I write as a resident of Bandar Kinrara, not from a platform or political office, but from a home where the proposed redevelopment bordering the Ayer Hitam Forest Reserve threatens the life I’ve built, the value of my investment, and the confidence I place in public institutions. The greenery I moved here to enjoy is now under threat, and with it, the trust that our leaders would protect the spaces and communities we care about. The dispute over Ayer Hitam is often framed as a technical matter of land classification or historical de-gazettement. Yet, at its core, this is a test of governance, accountability, and public trust. Reliance on legal technicalities while disregarding the lived realities and expectations of residents erodes confidence in those entrusted with protecting the public interest. Authorities point out that the 68.4 hectares in question is “not technically part of the forest reserve” and was degazetted nearly a century ago. While historically accurate, such reas...

Bondi Beach shooting: Public spaces under deadly siege

The Bondi Beach shooting and the attack at Brown University are not mere tragedies; they are warnings. Neither occurred on battlefields or fortified government sites. They struck spaces defined by openness like a beachside festival and a university exam hall: symbols of safety, normalcy, and civic trust. Their significance lies not only in casualties but in how modern violence exploits routine, predictability, and societal complacency. At Bondi Beach, the attack struck during a Hanukkah celebration, turning a communal gathering into chaos. Multiple people were killed, dozens injured, and police officers were among the wounded. One attacker was killed, another apprehended. Authorities quickly labelled it terrorism, signalling that this was ideologically charged, symbolic violence aimed beyond immediate victims. The beach, an icon of leisure and openness, became a deliberate stage for fear. Brown University shows a parallel vulnerability: educational institutions. Exam halls are pr...
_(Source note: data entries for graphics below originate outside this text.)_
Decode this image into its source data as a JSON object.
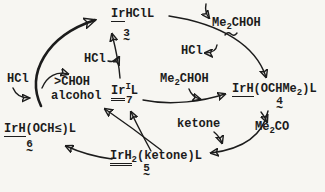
{
  "colors": {
    "ink": "#1c1c1c",
    "background": "#f7f6f2"
  },
  "tilde": "~",
  "compounds": {
    "irhcll": {
      "prefix": "Ir",
      "rest": "HClL",
      "number": "3"
    },
    "irl": {
      "prefix": "Ir",
      "oxidation": "I",
      "rest": "L",
      "number": "7"
    },
    "irh_ochme2": {
      "prefix": "IrH",
      "part1": "(OCHMe",
      "sub": "2",
      "part2": ")L",
      "number": "4"
    },
    "irh2_ketone": {
      "prefix": "IrH",
      "sub": "2",
      "rest": "(ketone)L",
      "number": "5"
    },
    "irh_och": {
      "prefix": "IrH",
      "rest": "(OCH≤)L",
      "number": "6"
    }
  },
  "species": {
    "hcl_left": "HCl",
    "hcl_center": "HCl",
    "hcl_right": "HCl",
    "isopropanol_top": {
      "pre": "Me",
      "sub": "2",
      "post": "CHOH"
    },
    "isopropanol_center": {
      "pre": "Me",
      "sub": "2",
      "post": "CHOH"
    },
    "acetone": {
      "pre": "Me",
      "sub": "2",
      "post": "CO"
    },
    "sec_alcohol": ">CHOH",
    "alcohol_word": "alcohol",
    "ketone_word": "ketone"
  }
}
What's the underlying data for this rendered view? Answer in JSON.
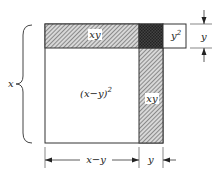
{
  "diagram": {
    "title": "",
    "labels": {
      "top_bar": "xy",
      "corner_box": "y",
      "corner_box_sup": "2",
      "main_square": "(x−y)",
      "main_square_sup": "2",
      "right_column": "xy",
      "left_brace": "x",
      "right_dim": "y",
      "bottom_dim_left": "x−y",
      "bottom_dim_right": "y"
    },
    "colors": {
      "stroke": "#333333",
      "hatch": "#555555",
      "overlap": "#3a3a3a",
      "label_bg": "#ffffff"
    }
  }
}
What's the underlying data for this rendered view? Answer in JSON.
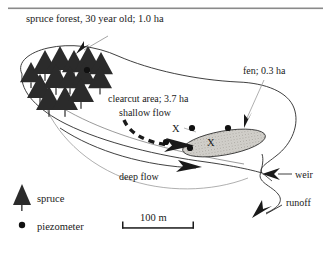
{
  "figure": {
    "kind": "catchment-map-diagram",
    "background_color": "#ffffff",
    "ink_color": "#1a1a1a",
    "top_rule_color": "#8a8a8a",
    "fen_fill_color": "#d0cec9",
    "tree_fill_color": "#2b2b2b"
  },
  "labels": {
    "title": "spruce forest, 30 year old; 1.0 ha",
    "fen": "fen; 0.3 ha",
    "clearcut": "clearcut area; 3.7 ha",
    "shallow_flow": "shallow flow",
    "deep_flow": "deep flow",
    "weir": "weir",
    "runoff": "runoff",
    "x_outer": "X",
    "x_inner": "X"
  },
  "legend": {
    "items": [
      {
        "symbol": "spruce-tree-icon",
        "label": "spruce"
      },
      {
        "symbol": "piezometer-dot-icon",
        "label": "piezometer"
      }
    ]
  },
  "scale_bar": {
    "label": "100 m",
    "x_start": 122,
    "x_end": 194,
    "y": 228
  },
  "areas": [
    {
      "name": "spruce forest",
      "value": 1.0,
      "unit": "ha",
      "age_years": 30
    },
    {
      "name": "clearcut area",
      "value": 3.7,
      "unit": "ha"
    },
    {
      "name": "fen",
      "value": 0.3,
      "unit": "ha"
    }
  ],
  "trees": [
    {
      "x": 31,
      "y": 62,
      "s": 11
    },
    {
      "x": 45,
      "y": 50,
      "s": 13
    },
    {
      "x": 60,
      "y": 46,
      "s": 13
    },
    {
      "x": 74,
      "y": 50,
      "s": 12
    },
    {
      "x": 88,
      "y": 46,
      "s": 14
    },
    {
      "x": 101,
      "y": 52,
      "s": 12
    },
    {
      "x": 40,
      "y": 74,
      "s": 13
    },
    {
      "x": 56,
      "y": 64,
      "s": 13
    },
    {
      "x": 70,
      "y": 66,
      "s": 12
    },
    {
      "x": 84,
      "y": 62,
      "s": 12
    },
    {
      "x": 100,
      "y": 66,
      "s": 12
    },
    {
      "x": 49,
      "y": 86,
      "s": 13
    },
    {
      "x": 65,
      "y": 86,
      "s": 13
    },
    {
      "x": 81,
      "y": 78,
      "s": 13
    }
  ],
  "piezometers": [
    {
      "x": 87,
      "y": 70
    },
    {
      "x": 192,
      "y": 128
    },
    {
      "x": 228,
      "y": 128
    },
    {
      "x": 190,
      "y": 148
    },
    {
      "x": 166,
      "y": 142
    }
  ]
}
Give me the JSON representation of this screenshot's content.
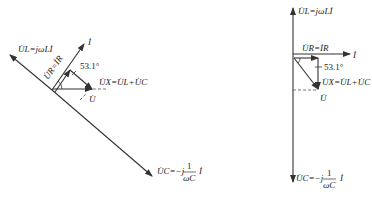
{
  "diagrams": [
    {
      "name": "left-phasor-diagram",
      "labels": {
        "UL": "U̇L=jωLİ",
        "I": "İ",
        "UR": "U̇R=İR",
        "angle": "53.1°",
        "UX": "U̇X=U̇L+U̇C",
        "U": "U̇",
        "UC": "U̇C=−j",
        "UC_frac_num": "1",
        "UC_frac_den": "ωC",
        "UC_suffix": "İ"
      }
    },
    {
      "name": "right-phasor-diagram",
      "labels": {
        "UL": "U̇L=jωLİ",
        "I": "İ",
        "UR": "U̇R=İR",
        "angle": "53.1°",
        "UX": "U̇X=U̇L+U̇C",
        "U": "U̇",
        "UC": "U̇C=−j",
        "UC_frac_num": "1",
        "UC_frac_den": "ωC",
        "UC_suffix": "İ"
      }
    }
  ]
}
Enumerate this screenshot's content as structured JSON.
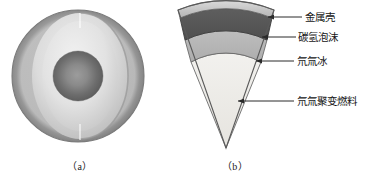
{
  "figure": {
    "panels": [
      {
        "id": "a",
        "caption": "（a）",
        "description": "cutaway-sphere"
      },
      {
        "id": "b",
        "caption": "（b）",
        "description": "wedge-cross-section"
      }
    ]
  },
  "labels": [
    {
      "text": "金属壳",
      "layer": "metal-shell",
      "color": "#a9a9a9"
    },
    {
      "text": "碳氢泡沫",
      "layer": "hydrocarbon-foam",
      "color": "#565656"
    },
    {
      "text": "氘氚冰",
      "layer": "deuterium-tritium-ice",
      "color": "#b5b5b5"
    },
    {
      "text": "氘氚聚变燃料",
      "layer": "dt-fusion-fuel",
      "color": "#eceae6"
    }
  ],
  "colors": {
    "metal_shell": "#a9a9a9",
    "metal_shell_light": "#d6d6d6",
    "foam": "#565656",
    "ice": "#b5b5b5",
    "fuel": "#ecebe7",
    "outline": "#4a4a4a",
    "leader": "#2a2a2a",
    "sphere_rim_dark": "#8d8d8d",
    "sphere_shell": "#cfcfcf",
    "sphere_cut_face": "#dcdcdc",
    "sphere_core": "#6f6f6f",
    "background": "#ffffff"
  }
}
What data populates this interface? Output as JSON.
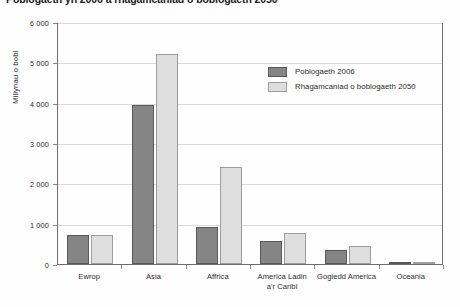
{
  "chart_data": {
    "type": "bar",
    "title": "Poblogaeth yn 2006 a rhagamcaniad o boblogaeth 2050",
    "xlabel": "",
    "ylabel": "Miliynau o bobl",
    "ylim": [
      0,
      6000
    ],
    "ytick_labels": [
      "6 000",
      "5 000",
      "4 000",
      "3 000",
      "2 000",
      "1 000",
      "0"
    ],
    "ytick_values": [
      6000,
      5000,
      4000,
      3000,
      2000,
      1000,
      0
    ],
    "grid": true,
    "legend_position": "upper-right",
    "categories": [
      "Ewrop",
      "Asia",
      "Affrica",
      "America Ladin\na'r Caribî",
      "Gogledd America",
      "Oceania"
    ],
    "category_lines": [
      [
        "Ewrop"
      ],
      [
        "Asia"
      ],
      [
        "Affrica"
      ],
      [
        "America Ladin",
        "a'r Caribî"
      ],
      [
        "Gogledd America"
      ],
      [
        "Oceania"
      ]
    ],
    "series": [
      {
        "name": "Poblogaeth 2006",
        "color": "#858585",
        "values": [
          730,
          3940,
          920,
          570,
          340,
          35
        ]
      },
      {
        "name": "Rhagamcaniad o boblogaeth 2050",
        "color": "#dedede",
        "values": [
          720,
          5200,
          2400,
          780,
          450,
          50
        ]
      }
    ]
  },
  "legend": {
    "items": [
      {
        "label": "Poblogaeth 2006"
      },
      {
        "label": "Rhagamcaniad o boblogaeth 2050"
      }
    ]
  }
}
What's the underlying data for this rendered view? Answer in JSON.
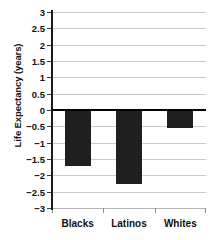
{
  "chart_data": {
    "type": "bar",
    "title": "",
    "subtitle": "",
    "xlabel": "",
    "ylabel": "Life Expectancy (years)",
    "categories": [
      "Blacks",
      "Latinos",
      "Whites"
    ],
    "values": [
      -1.7,
      -2.25,
      -0.55
    ],
    "series": [
      {
        "name": "Change in Life Expectancy",
        "values": [
          -1.7,
          -2.25,
          -0.55
        ]
      }
    ],
    "ylim": [
      -3,
      3
    ],
    "ytick_labels": [
      "3",
      "2.5",
      "2",
      "1.5",
      "1",
      "0.5",
      "0",
      "-0.5",
      "-1",
      "-1.5",
      "-2",
      "-2.5",
      "-3"
    ],
    "ytick_values": [
      3,
      2.5,
      2,
      1.5,
      1,
      0.5,
      0,
      -0.5,
      -1,
      -1.5,
      -2,
      -2.5,
      -3
    ],
    "grid": true,
    "legend": null,
    "legend_position": "none",
    "bar_color": "#1f1f1f",
    "grid_color": "#c9c9c9",
    "axis_color": "#1b1b1b",
    "zero_line_color": "#000000",
    "annotations": []
  }
}
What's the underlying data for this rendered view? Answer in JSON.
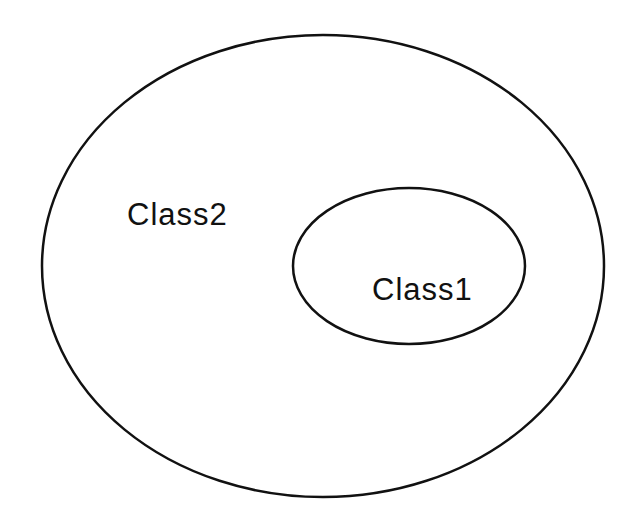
{
  "diagram": {
    "type": "nested-set-diagram",
    "stroke_color": "#111111",
    "background": "#ffffff",
    "sets": [
      {
        "id": "outer",
        "label": "Class2",
        "contains": [
          "inner"
        ]
      },
      {
        "id": "inner",
        "label": "Class1",
        "contains": []
      }
    ]
  }
}
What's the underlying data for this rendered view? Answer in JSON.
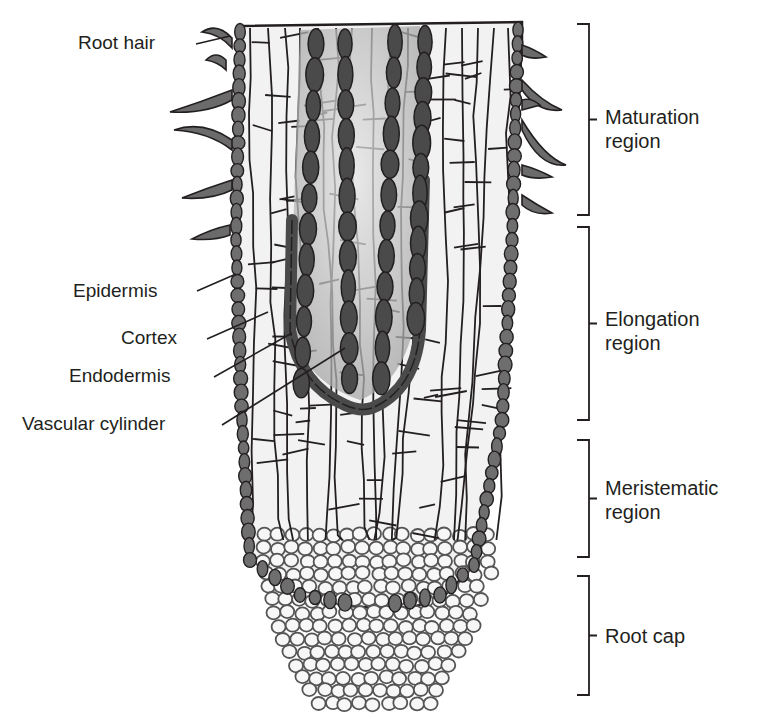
{
  "labels": {
    "root_hair": "Root hair",
    "epidermis": "Epidermis",
    "cortex": "Cortex",
    "endodermis": "Endodermis",
    "vascular_cylinder": "Vascular cylinder"
  },
  "regions": [
    {
      "line1": "Maturation",
      "line2": "region"
    },
    {
      "line1": "Elongation",
      "line2": "region"
    },
    {
      "line1": "Meristematic",
      "line2": "region"
    },
    {
      "line1": "Root cap",
      "line2": ""
    }
  ],
  "colors": {
    "outline": "#231f20",
    "dark_tissue": "#4a4a4a",
    "mid_tissue": "#8a8a8a",
    "light_tissue": "#d9d9d9",
    "cell_fill": "#f2f2f2",
    "cap_stroke": "#555555"
  }
}
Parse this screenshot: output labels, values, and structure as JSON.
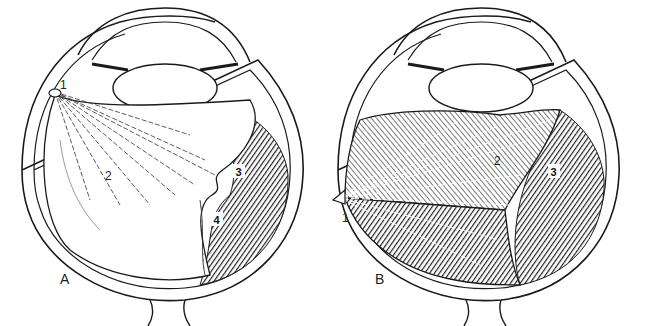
{
  "figure": {
    "panels": [
      {
        "id": "A",
        "label": "A",
        "annotations": [
          {
            "number": "1",
            "boxed": false
          },
          {
            "number": "2",
            "boxed": false
          },
          {
            "number": "3",
            "boxed": true
          },
          {
            "number": "4",
            "boxed": true
          }
        ]
      },
      {
        "id": "B",
        "label": "B",
        "annotations": [
          {
            "number": "1",
            "boxed": false
          },
          {
            "number": "2",
            "boxed": false
          },
          {
            "number": "3",
            "boxed": true
          }
        ]
      }
    ],
    "colors": {
      "ink": "#1a1a1a",
      "paper": "#ffffff",
      "shade": "#3a3a3a"
    }
  }
}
Open Spaces, Deep Fault Lines Exposed

The Bondi Beach shooting and the attack at Brown University are no longer just tragedies to be mourned; they are warnings that demand serious, even uncomfortable, reflection. These incidents did not occur on battlefields or at hardened government targets. They unfolded in places defined by openness: a beachside celebration and a university exam hall - spaces meant to symbolise safety, normalcy, and shared civic life. Their significance lies not only in the number of casualties, but in what they reveal about how modern violence exploits routine, predictability, and complacency. At Bondi Beach, the attack took place during a Hanukkah gathering, turning a communal religious celebration into a scene of terror. Multiple people were killed, dozens injured, and even police officers were wounded in the chaos. One attacker was killed, another apprehended, and the incident was quickly framed by authorities as terrorism. This framing matters. It signals that the violence was not merely spon...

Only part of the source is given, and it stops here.